The rapid growth in SaaS adoption combined with new public awareness built the necessary trust and knowledge in the model. The major concern about data security is starting to become better understood. Connections between companies and SaaS vendors are encrypted using TLS or a similar technique so that all data between the organisations is protected. The SaaS vendor can now be considered a virtual extension of the corporate network. Additionally, the business logic that controls whether data is flagged and blocked from being transmitted to other recipients is the critical element. Proper controls will block the data at the point of detection; incomplete logic will allow data to pass or inappropriately block valid data. The location of the service or software doing the processing is less important, as long as it remains within the extended, protected network. Further SaaS advancements enforce other aspects of corporate security policy.

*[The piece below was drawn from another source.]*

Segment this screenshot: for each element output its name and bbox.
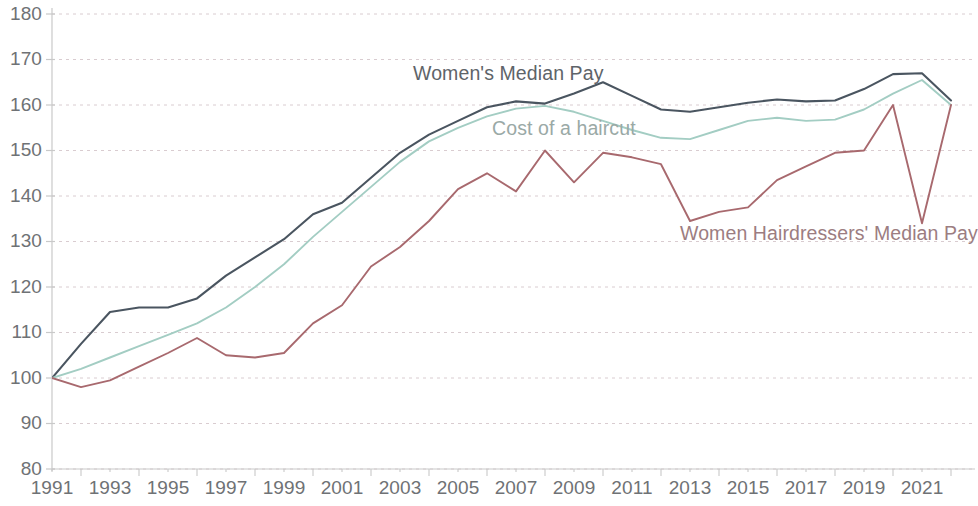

For example, Proofpoint offers its SaaS-based DLP services as a dedicated environment instead of a shared or multi-tenant environment for customers that do not want its data or processing comingled with other companies. This dedicated environment meets more stringent security requirements of many larger companies, allowing a SaaS purchase for the first time.

For companies that still seek the benefits of cloud computing, but for whom deploying a DLP solution on premise is still necessary or desired, a related alternative exists called hybrid computing. Hybrid combines both SaaS and on premise solutions. One hybrid use case is to deploy a SaaS solution for inbound email security, gaining many of the benefits of SaaS, and combining this with the DLP solution on premise to address security or other concerns. Proofpoint uniquely provides this option and allows many hybrid deployment options to meet any business requirement.

The concept of DLP in the cloud, while still new, has demonstrated not only viability, but a value proposition beyond what can be realised with an on premise only solution. Overcoming the previous objections around security and trust, SaaS and DLP can now not only coexist, but deliver additional SaaS value such as 30% lower TCO, improved IT resource utilisation and manageability, and business continuity.

If your organisation wants the benefits of SaaS and wants to efficiently and effectively solve DLP risks, a SaaS-based DLP offering is worth exploring.


Gerry Tucker is an enterprise software veteran with extensive experience in directing APAC regional operations, sales and business development. Prior to his role heading up Asia Pacific for Proofpoint, he served as general manager of Australia, New Zealand and Japan for Concerto Software (formerly Rockwell FirstPoint Contact). Prior to joining Concerto, he developed BroadVision's mobile and telecommunications strategy in Asia-Pacific as the regional vice president of business development. He also headed MBCC (Mobile Business Communications Corporation), a BroadVision joint venture addressing the mobile services market. Prior to BroadVision, Gerry was general manager of Interleaf's Asia-Pacific operations. Earlier in his career, Gerry held business development roles in Japan and the UK. He began his career as an electronics design engineer for Pioneer. Gerry holds a Bachelor of Science in engineering with honours from Trinity College Dublin.